In 2005, our family traveled to Europe fortified with this healthy attitude. In Paris, we visited the Louvre briefly and looked at Notre Dame and the Eiffel Tower, of course. But one of our favorite memories of the trip concerns a lovely lunch we enjoyed at a sidewalk cafe, Notre Dame visible to our left and the Eiffel Tower visible to our right.
Dickens, whom Chesterton so greatly admired, seems to have had the same outlook on foreign travel. Near the beginning of his Pictures from Italy, Dickens says that, so much having been written already about famous artworks, he will say nothing of them. Instead, Dickens focuses on people, dress, food, and manners. This week, I’ve read about men playing “bowls” in a field, footpaths through trellises bedecked with grapevines, narrow streets too exiguous for the passage of a single carriage, rusty gates, gardens overcome with weeds, tanned and barefoot proselytisers for the Catholic Church, red neckerchiefs, number-guessing games, and peeling plaster. In his account of Genoa, Dickens tells about both the regional pronunciation and the town’s penchant for naming boys Giovanni Battista, the combination of which causes the streets to be filled with sneezing sounds as people greet the innumerable “Batcheetchas.”
In a passage about paintings – not great masterpieces, but the decorations at his hotel – Dickens drops some tantalizing clues about an unfamiliar English custom. Apparently, the pictures were dirty, and Dickens says that they would have pleased professional picture cleaners from London. I didn’t know about this profession before. It seems that the shops of these nineteenth-century picture cleaners were marked by a signboard that attempted to demonstrate the benefits of the service offered: a picture of death and the lady, one half dirty and the other half . . . well, less dirty. I’m fascinated and want to know which side was more covered with street grime: death or lady?

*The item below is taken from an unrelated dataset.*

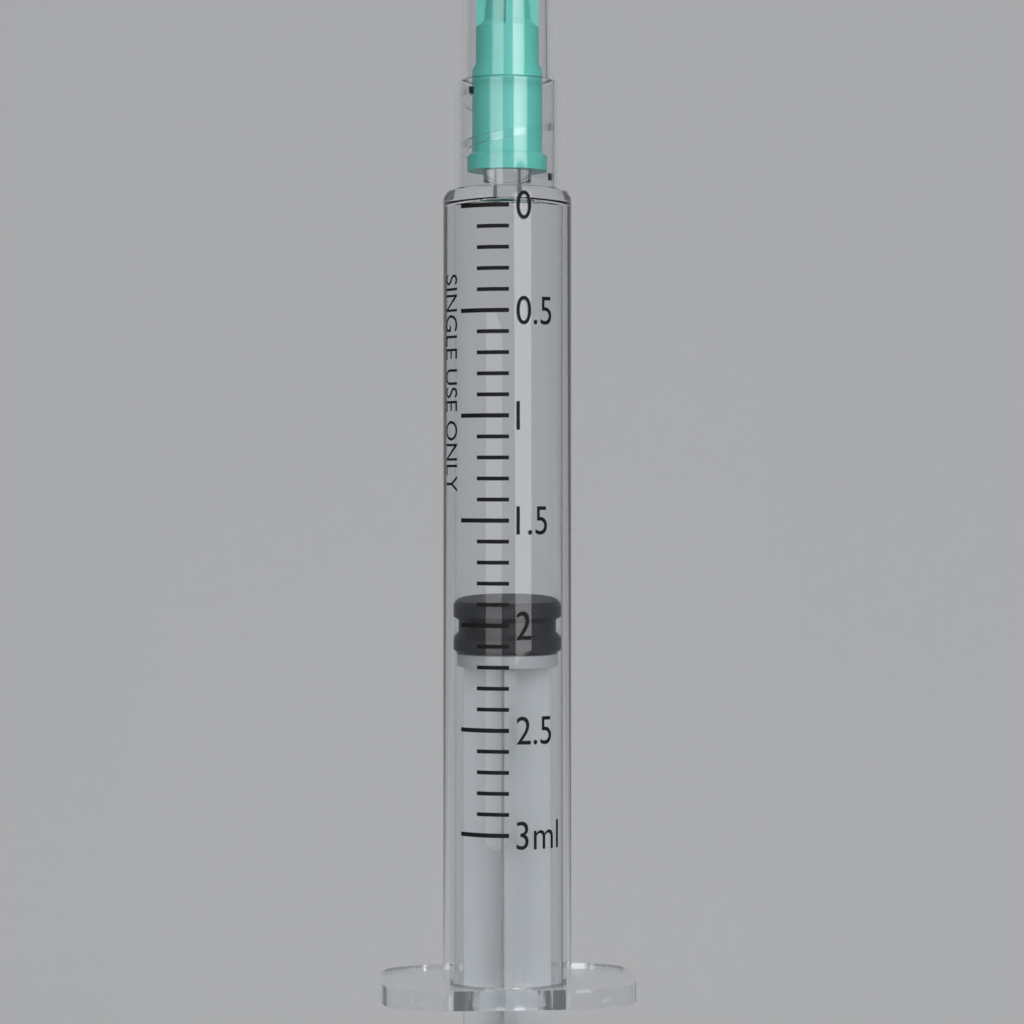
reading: 1.9 ml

Two passages of Pictures from Italy especially capture the spirit of adventure found in this style of traveling that avoids sight-seeing. The first summarizes Genoa:
There are the most extraordinary alleys and by-ways to walk about in. You can lose your way (what a comfort that is, when you are idle!) twenty times a day, if you like; and turn up again, under the most unexpected and surprising difficulties. It abounds in the strangest contrasts; things that are picturesque, ugly, mean, magnificent, delightful, and offensive, break upon the view at every turn.To the traveler who goes to see what a place is truly like, all these adjectives are equally welcome. The second passage even more explicitly favors the humble over the magnificent:
ARIOSTO’S house, TASSO’S prison, a rare old Gothic cathedral, and more churches of course, are the sights of Ferrara. But the long silent streets, and the dismantled palaces, where ivy waves in lieu of banners, and where rank weeds are slowly creeping up the long-untrodden stairs, are the best sights of all.In January, Nancy and I get to travel to Italy for five months. We have a few sights we'd like to see: the ruins of Pompeii, the Senate House in the Roman Forum, David in Florence. But mostly, we're going for the cheese.